High-performance screenshot capture with Go using the standard net/http package. Build fast, concurrent screenshot services with goroutines and channels. Includes examples for parallel batch capture, context-based timeouts, streaming responses to disk, and deploying as a microservice.

Quick Start

1

Install dependencies

No external dependencies needed — Go's standard library net/http handles all HTTP requests.

2

Get your API key

Sign up for Screenshotly and get your API key from the dashboard.

3

Copy the code example

Use our Go code example as a starting point.

4

Customize and integrate

Modify the code to fit your specific use case and requirements.

Code Example

// Go
package main

import (
    "bytes"
    "encoding/json"
    "io"
    "net/http"
    "os"
)

func captureScreenshot(url, outputPath string) error {
    payload, _ := json.Marshal(map[string]interface{}{
        "url":    url,
        "device": "desktop",
        "format": "png",
    })

    req, _ := http.NewRequest("POST", 
        "https://api.screenshotly.app/screenshot", 
        bytes.NewBuffer(payload))
    
    req.Header.Set("Authorization", "Bearer "+os.Getenv("SCREENSHOTLY_API_KEY"))
    req.Header.Set("Content-Type", "application/json")
    
    resp, err := http.DefaultClient.Do(req)
    if err != nil {
        return err
    }
    defer resp.Body.Close()
    
    data, _ := io.ReadAll(resp.Body)
    return os.WriteFile(outputPath, data, 0644)
}

When to Use Go with Screenshotly

Use the Go integration for high-throughput microservices, CLI tools, and concurrent screenshot pipelines. Go excels at processing thousands of captures per minute with minimal memory overhead thanks to goroutines and efficient streaming I/O.

Go Best Practices

Use a semaphore pattern (buffered channel of size N) to limit concurrent goroutines to your plan's rate limit.

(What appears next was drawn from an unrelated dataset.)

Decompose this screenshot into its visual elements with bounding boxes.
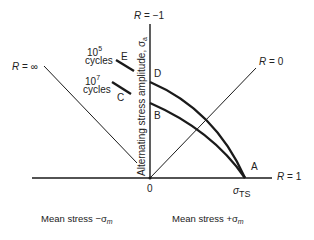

Always pass context.WithTimeout to http.NewRequestWithContext — this prevents goroutine leaks on slow or hung API responses.

Use io.Copy(file, resp.Body) to stream directly to disk instead of io.ReadAll, especially for full-page screenshots.

Build a reusable http.Client with custom Transport settings: MaxIdleConnsPerHost=10, IdleConnTimeout=90s for connection pooling.

Want a step-by-step walkthrough?

Read the full Go tutorial →

API Reference

EndpointPOST /api/screenshot
AuthenticationBearer token
Content-Typeapplication/json
View full API docs

Frequently Asked Questions

How do I capture screenshots concurrently in Go?

Use goroutines with a semaphore pattern (buffered channel) to limit concurrent requests. This prevents hitting rate limits while maximizing throughput. A worker pool of 5-10 concurrent captures is a good starting point.

What's the best way to handle errors in Go?

Check resp.StatusCode after each request. Implement retry logic with exponential backoff for 429 and 5xx errors. Use context.WithTimeout to prevent hung requests. Return errors up the call chain rather than logging and continuing.

Can I use Screenshotly in a Go microservice?

Yes. Create a screenshot service with an HTTP handler that accepts URL parameters and returns captured images. Use Go's standard http package or frameworks like Gin/Echo. Store API keys in environment variables.

How do I stream screenshot responses in Go?

Use io.Copy to stream the API response body directly to your HTTP response writer or file, avoiding loading the entire image into memory. This is especially important for full-page screenshots that can be several megabytes.

Start building with Go

Get your API key and start capturing screenshots in minutes.